3. La Filosofía de la Educación y otros saberes pedagógicos
4. La Filosofía de la Educación y los educadores
5. Historia de la Filosofía de la Educación como disciplina
6. Sociedades, congresos y publicaciones de Filosofía de la Educación
7. Bibliografía
There is a trend towards taking children seriously as distinct subjects of moral and political theory who have complex and evolving interests. Children are developing beings whose moral status gradually changes. This view is now generally accepted but its implications are variously understood. It is no longer possible to assume a simple harmony between the interests of children and those charged with the responsibility of rearing them. Indeed, the challenge is to deepen our understanding of children's interest and to explore how the conceptualization of these interests affects the character of the moral claims they have. This book addresses various dimensions of this challenge. Although the precise emphasis in each chapter varies, the overall collection is animated by a concern with four principal interrelated but distinguishable themes. These are rights, autonomy, education, and distributive justice.
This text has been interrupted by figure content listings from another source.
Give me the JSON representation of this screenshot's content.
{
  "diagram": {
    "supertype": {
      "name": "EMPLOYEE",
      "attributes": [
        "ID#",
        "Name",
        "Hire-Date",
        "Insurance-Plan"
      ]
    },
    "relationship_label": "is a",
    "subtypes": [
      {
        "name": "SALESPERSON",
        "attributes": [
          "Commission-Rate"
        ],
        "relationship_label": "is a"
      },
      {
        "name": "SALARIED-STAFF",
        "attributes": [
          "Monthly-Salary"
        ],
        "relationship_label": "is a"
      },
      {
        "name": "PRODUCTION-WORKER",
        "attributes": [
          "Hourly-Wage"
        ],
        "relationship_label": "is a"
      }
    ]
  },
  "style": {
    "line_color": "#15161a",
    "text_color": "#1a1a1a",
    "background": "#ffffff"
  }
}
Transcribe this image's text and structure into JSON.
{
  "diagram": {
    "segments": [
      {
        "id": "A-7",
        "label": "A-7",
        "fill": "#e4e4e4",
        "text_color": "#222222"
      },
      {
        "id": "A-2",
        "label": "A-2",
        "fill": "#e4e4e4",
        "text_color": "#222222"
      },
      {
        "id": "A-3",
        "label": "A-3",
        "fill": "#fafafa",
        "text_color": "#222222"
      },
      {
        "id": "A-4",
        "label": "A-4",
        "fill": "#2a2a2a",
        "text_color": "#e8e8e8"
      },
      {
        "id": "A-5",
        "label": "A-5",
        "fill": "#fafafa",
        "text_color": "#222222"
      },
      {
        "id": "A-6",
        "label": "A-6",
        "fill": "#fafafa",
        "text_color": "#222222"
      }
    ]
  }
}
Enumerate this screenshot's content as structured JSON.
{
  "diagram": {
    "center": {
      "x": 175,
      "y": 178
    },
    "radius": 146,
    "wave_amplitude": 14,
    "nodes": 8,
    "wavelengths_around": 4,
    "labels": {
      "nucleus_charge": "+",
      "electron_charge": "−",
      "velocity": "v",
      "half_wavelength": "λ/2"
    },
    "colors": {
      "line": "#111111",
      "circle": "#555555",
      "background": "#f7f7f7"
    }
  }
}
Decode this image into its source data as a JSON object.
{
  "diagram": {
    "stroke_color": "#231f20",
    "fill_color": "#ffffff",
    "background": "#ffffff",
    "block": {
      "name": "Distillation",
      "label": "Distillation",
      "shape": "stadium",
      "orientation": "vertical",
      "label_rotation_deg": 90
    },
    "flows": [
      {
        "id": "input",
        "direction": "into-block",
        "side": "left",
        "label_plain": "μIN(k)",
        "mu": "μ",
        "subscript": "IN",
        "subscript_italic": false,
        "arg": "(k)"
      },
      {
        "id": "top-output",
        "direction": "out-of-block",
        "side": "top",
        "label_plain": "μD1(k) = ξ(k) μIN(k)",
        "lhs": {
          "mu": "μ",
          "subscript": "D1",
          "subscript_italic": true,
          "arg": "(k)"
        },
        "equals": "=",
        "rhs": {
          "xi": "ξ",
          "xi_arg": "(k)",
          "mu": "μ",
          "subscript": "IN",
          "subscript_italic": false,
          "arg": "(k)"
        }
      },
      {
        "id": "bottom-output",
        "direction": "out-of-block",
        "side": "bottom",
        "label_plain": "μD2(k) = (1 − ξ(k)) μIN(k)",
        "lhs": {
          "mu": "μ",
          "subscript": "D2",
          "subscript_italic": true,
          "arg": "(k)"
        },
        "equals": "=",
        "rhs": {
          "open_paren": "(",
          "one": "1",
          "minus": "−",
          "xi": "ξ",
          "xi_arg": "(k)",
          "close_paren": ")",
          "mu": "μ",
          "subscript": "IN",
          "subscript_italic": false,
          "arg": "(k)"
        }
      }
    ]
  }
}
This article questions the contributions of developmental psychology to the philosophical understanding of the various cognitive dimensions of education. It discusses Jean Piaget's theory about childhood and evaluates how philosophical thinking might fit into the Piagetian picture of cognitive development. It suggests that we should not allow developmental psychology to structure completely our conception of our children or our relationship with them. It stresses the need to get beyond a deficit conception of childhood by learning to hear what our children have to say and engaging with them in genuinely philosophical discussions.
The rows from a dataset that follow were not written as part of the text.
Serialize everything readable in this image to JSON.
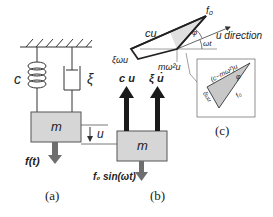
{
  "panel_a": {
    "caption": "(a)",
    "spring_label": "c",
    "damper_label": "ξ",
    "mass_label": "m",
    "force_label": "f(t)",
    "disp_label": "u"
  },
  "panel_b": {
    "caption": "(b)",
    "mass_label": "m",
    "spring_force_label": "c u",
    "damper_force_label": "ξ u̇",
    "force_label": "f₀ sin(ωt)"
  },
  "panel_c": {
    "caption": "(c)",
    "cu_label": "cu",
    "xi_label": "ξωu",
    "inertia_label": "mω²u",
    "f0_label": "f₀",
    "direction_label": "u direction",
    "phi_label": "φ",
    "wt_label": "ωt",
    "inset_top_label": "(c−mω²)u",
    "inset_left_label": "ξωu",
    "inset_f0_label": "f₀",
    "inset_phi_label": "φ"
  },
  "colors": {
    "mass_fill": "#d6d6d6",
    "arrow_dark": "#1a1a1a",
    "arrow_gray": "#6e6e6e",
    "shade": "#c8c8c8"
  }
}
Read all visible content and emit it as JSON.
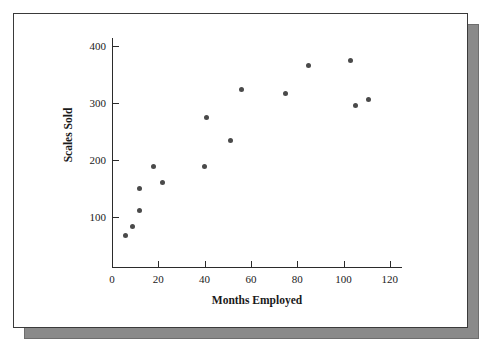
{
  "figure": {
    "background_color": "#ffffff",
    "frame_border_color": "#3a3a3a",
    "shadow_color": "#8a8a8a",
    "point_color": "#4a4a4a",
    "axis_color": "#2b2b2b"
  },
  "chart_data": {
    "type": "scatter",
    "title": "",
    "xlabel": "Months Employed",
    "ylabel": "Scales Sold",
    "xlim": [
      0,
      128
    ],
    "ylim": [
      0,
      420
    ],
    "xticks": [
      0,
      20,
      40,
      60,
      80,
      100,
      120
    ],
    "xtick_labels": [
      "0",
      "20",
      "40",
      "60",
      "80",
      "100",
      "120"
    ],
    "yticks": [
      100,
      200,
      300,
      400
    ],
    "ytick_labels": [
      "100",
      "200",
      "300",
      "400"
    ],
    "grid": false,
    "legend": null,
    "marker": "filled-circle",
    "series": [
      {
        "name": "Salespeople",
        "points": [
          {
            "x": 6,
            "y": 67
          },
          {
            "x": 9,
            "y": 83
          },
          {
            "x": 12,
            "y": 111
          },
          {
            "x": 12,
            "y": 150
          },
          {
            "x": 18,
            "y": 189
          },
          {
            "x": 22,
            "y": 160
          },
          {
            "x": 40,
            "y": 189
          },
          {
            "x": 41,
            "y": 275
          },
          {
            "x": 51,
            "y": 234
          },
          {
            "x": 56,
            "y": 324
          },
          {
            "x": 75,
            "y": 316
          },
          {
            "x": 85,
            "y": 366
          },
          {
            "x": 103,
            "y": 374
          },
          {
            "x": 105,
            "y": 295
          },
          {
            "x": 111,
            "y": 307
          }
        ]
      }
    ]
  }
}
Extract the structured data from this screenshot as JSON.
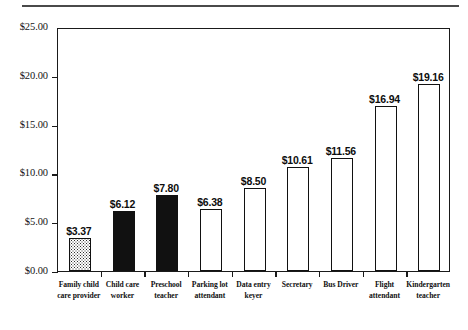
{
  "chart_data": {
    "type": "bar",
    "title": "",
    "subtitle": "",
    "xlabel": "",
    "ylabel": "",
    "ylim": [
      0,
      25
    ],
    "ytick_step": 5,
    "grid": false,
    "legend": "none",
    "value_label_prefix": "$",
    "categories": [
      "Family child care provider",
      "Child care worker",
      "Preschool teacher",
      "Parking lot attendant",
      "Data entry keyer",
      "Secretary",
      "Bus Driver",
      "Flight attendant",
      "Kindergarten teacher"
    ],
    "category_lines": [
      [
        "Family child",
        "care provider"
      ],
      [
        "Child care",
        "worker"
      ],
      [
        "Preschool",
        "teacher"
      ],
      [
        "Parking lot",
        "attendant"
      ],
      [
        "Data entry",
        "keyer"
      ],
      [
        "Secretary"
      ],
      [
        "Bus Driver"
      ],
      [
        "Flight",
        "attendant"
      ],
      [
        "Kindergarten",
        "teacher"
      ]
    ],
    "values": [
      3.37,
      6.12,
      7.8,
      6.38,
      8.5,
      10.61,
      11.56,
      16.94,
      19.16
    ],
    "value_labels": [
      "$3.37",
      "$6.12",
      "$7.80",
      "$6.38",
      "$8.50",
      "$10.61",
      "$11.56",
      "$16.94",
      "$19.16"
    ],
    "bar_fills": [
      "stipple",
      "black",
      "black",
      "white",
      "white",
      "white",
      "white",
      "white",
      "white"
    ],
    "ytick_labels": [
      "$0.00",
      "$5.00",
      "$10.00",
      "$15.00",
      "$20.00",
      "$25.00"
    ],
    "ytick_values": [
      0,
      5,
      10,
      15,
      20,
      25
    ]
  },
  "colors": {
    "bar_outline": "#111111",
    "bar_black_fill": "#111111",
    "bar_white_fill": "#ffffff",
    "bar_stipple": "#2b2b2b",
    "axis": "#1a1a1a",
    "top_rule": "#4a4a4a",
    "text": "#101010",
    "background": "#ffffff"
  }
}
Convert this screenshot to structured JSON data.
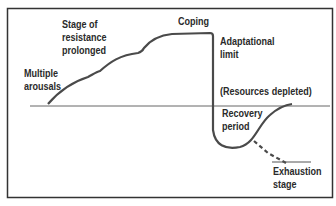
{
  "diagram": {
    "type": "stress-response curve",
    "labels": {
      "multiple_arousals": [
        "Multiple",
        "arousals"
      ],
      "stage_of_resistance": [
        "Stage of",
        "resistance",
        "prolonged"
      ],
      "coping": "Coping",
      "adaptational_limit": [
        "Adaptational",
        "limit"
      ],
      "resources_depleted": "(Resources depleted)",
      "recovery_period": [
        "Recovery",
        "period"
      ],
      "exhaustion_stage": [
        "Exhaustion",
        "stage"
      ]
    },
    "colors": {
      "line": "#4a4a4a",
      "frame": "#333333",
      "baseline": "#555555"
    }
  }
}
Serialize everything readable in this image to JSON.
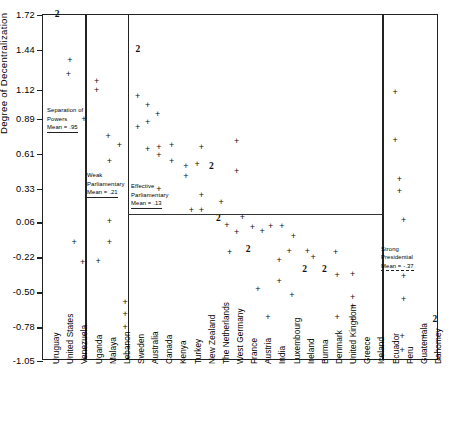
{
  "chart_data": {
    "type": "scatter",
    "title": "",
    "xlabel": "",
    "ylabel": "Degree of Decentralization",
    "ylim": [
      -1.05,
      1.72
    ],
    "grid": false,
    "legend": "none",
    "yticks": [
      "1.72",
      "1.44",
      "1.12",
      "0.89",
      "0.61",
      "0.33",
      "0.06",
      "-0.22",
      "-0.50",
      "-0.78",
      "-1.05"
    ],
    "ytick_values": [
      1.72,
      1.44,
      1.12,
      0.89,
      0.61,
      0.33,
      0.06,
      -0.22,
      -0.5,
      -0.78,
      -1.05
    ],
    "categories": [
      "Uruguay",
      "United States",
      "Venezuela",
      "Uganda",
      "Malaya",
      "Lebanon",
      "Sweden",
      "Australia",
      "Canada",
      "Kenya",
      "Turkey",
      "New Zealand",
      "The Netherlands",
      "West Germany",
      "France",
      "Austria",
      "India",
      "Luxembourg",
      "Ireland",
      "Burma",
      "Denmark",
      "United Kingdom",
      "Greece",
      "Iceland",
      "Ecuador",
      "Peru",
      "Guatemala",
      "Dahomey"
    ],
    "groups": [
      {
        "name": "Separation of Powers",
        "mean_label": "Mean = .95",
        "mean": 0.95,
        "categories": [
          "Uruguay",
          "United States",
          "Venezuela"
        ]
      },
      {
        "name": "Weak Parliamentary",
        "mean_label": "Mean = .21",
        "mean": 0.21,
        "categories": [
          "Uganda",
          "Malaya",
          "Lebanon"
        ]
      },
      {
        "name": "Effective Parliamentary",
        "mean_label": "Mean = .13",
        "mean": 0.13,
        "categories": [
          "Sweden",
          "Australia",
          "Canada",
          "Kenya",
          "Turkey",
          "New Zealand",
          "The Netherlands",
          "West Germany",
          "France",
          "Austria",
          "India",
          "Luxembourg",
          "Ireland",
          "Burma",
          "Denmark",
          "United Kingdom",
          "Greece",
          "Iceland"
        ]
      },
      {
        "name": "Strong Presidential",
        "mean_label": "Mean = -.37",
        "mean": -0.37,
        "categories": [
          "Ecuador",
          "Peru",
          "Guatemala",
          "Dahomey"
        ]
      }
    ],
    "points": [
      {
        "cx": 0.5,
        "y": 1.72,
        "marker": "2"
      },
      {
        "cx": 1.4,
        "y": 1.36,
        "marker": "+"
      },
      {
        "cx": 1.3,
        "y": 1.25,
        "marker": "+"
      },
      {
        "cx": 2.4,
        "y": 0.89,
        "marker": "+"
      },
      {
        "cx": 1.7,
        "y": -0.1,
        "marker": "+"
      },
      {
        "cx": 2.3,
        "y": -0.26,
        "marker": "+"
      },
      {
        "cx": 3.3,
        "y": 1.19,
        "marker": "+"
      },
      {
        "cx": 3.3,
        "y": 1.12,
        "marker": "+"
      },
      {
        "cx": 4.1,
        "y": 0.75,
        "marker": "+"
      },
      {
        "cx": 4.9,
        "y": 0.68,
        "marker": "+"
      },
      {
        "cx": 4.2,
        "y": 0.55,
        "marker": "+"
      },
      {
        "cx": 4.2,
        "y": 0.07,
        "marker": "+"
      },
      {
        "cx": 4.2,
        "y": -0.1,
        "marker": "+"
      },
      {
        "cx": 3.4,
        "y": -0.25,
        "marker": "+"
      },
      {
        "cx": 5.3,
        "y": -0.58,
        "marker": "+"
      },
      {
        "cx": 5.3,
        "y": -0.67,
        "marker": "+"
      },
      {
        "cx": 5.3,
        "y": -0.78,
        "marker": "+"
      },
      {
        "cx": 6.2,
        "y": 1.44,
        "marker": "2"
      },
      {
        "cx": 6.2,
        "y": 1.07,
        "marker": "+"
      },
      {
        "cx": 6.9,
        "y": 1.0,
        "marker": "+"
      },
      {
        "cx": 7.6,
        "y": 0.93,
        "marker": "+"
      },
      {
        "cx": 6.9,
        "y": 0.86,
        "marker": "+"
      },
      {
        "cx": 6.2,
        "y": 0.82,
        "marker": "+"
      },
      {
        "cx": 6.9,
        "y": 0.65,
        "marker": "+"
      },
      {
        "cx": 7.7,
        "y": 0.66,
        "marker": "+"
      },
      {
        "cx": 8.6,
        "y": 0.68,
        "marker": "+"
      },
      {
        "cx": 10.7,
        "y": 0.66,
        "marker": "+"
      },
      {
        "cx": 13.2,
        "y": 0.71,
        "marker": "+"
      },
      {
        "cx": 7.7,
        "y": 0.6,
        "marker": "+"
      },
      {
        "cx": 8.6,
        "y": 0.55,
        "marker": "+"
      },
      {
        "cx": 9.6,
        "y": 0.51,
        "marker": "+"
      },
      {
        "cx": 10.4,
        "y": 0.53,
        "marker": "+"
      },
      {
        "cx": 11.4,
        "y": 0.5,
        "marker": "2"
      },
      {
        "cx": 13.2,
        "y": 0.47,
        "marker": "+"
      },
      {
        "cx": 9.6,
        "y": 0.43,
        "marker": "+"
      },
      {
        "cx": 7.7,
        "y": 0.33,
        "marker": "+"
      },
      {
        "cx": 10.7,
        "y": 0.28,
        "marker": "+"
      },
      {
        "cx": 12.1,
        "y": 0.22,
        "marker": "+"
      },
      {
        "cx": 10.0,
        "y": 0.16,
        "marker": "+"
      },
      {
        "cx": 10.7,
        "y": 0.16,
        "marker": "+"
      },
      {
        "cx": 11.9,
        "y": 0.09,
        "marker": "2"
      },
      {
        "cx": 13.6,
        "y": 0.1,
        "marker": "+"
      },
      {
        "cx": 12.5,
        "y": 0.04,
        "marker": "+"
      },
      {
        "cx": 14.3,
        "y": 0.02,
        "marker": "+"
      },
      {
        "cx": 15.6,
        "y": 0.03,
        "marker": "+"
      },
      {
        "cx": 16.4,
        "y": 0.03,
        "marker": "+"
      },
      {
        "cx": 13.2,
        "y": -0.02,
        "marker": "+"
      },
      {
        "cx": 15.0,
        "y": -0.01,
        "marker": "+"
      },
      {
        "cx": 17.2,
        "y": -0.05,
        "marker": "+"
      },
      {
        "cx": 14.0,
        "y": -0.16,
        "marker": "2"
      },
      {
        "cx": 12.7,
        "y": -0.18,
        "marker": "+"
      },
      {
        "cx": 16.9,
        "y": -0.17,
        "marker": "+"
      },
      {
        "cx": 18.2,
        "y": -0.17,
        "marker": "+"
      },
      {
        "cx": 18.6,
        "y": -0.22,
        "marker": "+"
      },
      {
        "cx": 20.2,
        "y": -0.18,
        "marker": "+"
      },
      {
        "cx": 16.2,
        "y": -0.24,
        "marker": "+"
      },
      {
        "cx": 18.0,
        "y": -0.32,
        "marker": "2"
      },
      {
        "cx": 19.4,
        "y": -0.32,
        "marker": "2"
      },
      {
        "cx": 20.3,
        "y": -0.36,
        "marker": "+"
      },
      {
        "cx": 21.4,
        "y": -0.35,
        "marker": "+"
      },
      {
        "cx": 16.2,
        "y": -0.41,
        "marker": "+"
      },
      {
        "cx": 14.7,
        "y": -0.47,
        "marker": "+"
      },
      {
        "cx": 17.1,
        "y": -0.52,
        "marker": "+"
      },
      {
        "cx": 21.4,
        "y": -0.54,
        "marker": "+"
      },
      {
        "cx": 21.4,
        "y": -0.61,
        "marker": "+"
      },
      {
        "cx": 15.4,
        "y": -0.7,
        "marker": "+"
      },
      {
        "cx": 20.3,
        "y": -0.7,
        "marker": "+"
      },
      {
        "cx": 21.4,
        "y": -0.72,
        "marker": "+"
      },
      {
        "cx": 24.4,
        "y": 1.1,
        "marker": "+"
      },
      {
        "cx": 24.4,
        "y": 0.72,
        "marker": "+"
      },
      {
        "cx": 24.7,
        "y": 0.41,
        "marker": "+"
      },
      {
        "cx": 24.7,
        "y": 0.31,
        "marker": "+"
      },
      {
        "cx": 25.0,
        "y": 0.08,
        "marker": "+"
      },
      {
        "cx": 25.0,
        "y": -0.37,
        "marker": "+"
      },
      {
        "cx": 25.0,
        "y": -0.55,
        "marker": "+"
      },
      {
        "cx": 27.2,
        "y": -0.72,
        "marker": "2"
      },
      {
        "cx": 24.9,
        "y": -0.85,
        "marker": "+"
      },
      {
        "cx": 26.4,
        "y": -0.85,
        "marker": "+"
      },
      {
        "cx": 24.9,
        "y": -0.96,
        "marker": "+"
      },
      {
        "cx": 27.5,
        "y": -1.03,
        "marker": "+"
      }
    ]
  }
}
The Oxford Handbook of Philosophy of Education serves as a general introduction to key issues in the field, furthers the philosophical pursuit of those issues, and hopes to bring philosophy of education back into closer contact with general philosophy. Philosophy of education has an honored place in the history of Western philosophical thought. Its questions are as vital now, both philosophically and practically, as they have ever been. In recent decades, however, philosophical thinking about education has largely fallen off the philosophical radar screen. Philosophy of education has lost intimate contact with the parent discipline to a regrettably large extent-to the detriment of both. The articles in this volume cover a broad range of philosophical questions concerning education. The articles provide surveys of the general domain they address, and advance the discussion in those domains in original and fruitful ways. Together their articles constitute a new wave of general philosophic thinking taking up fundamental philosophical questions about education.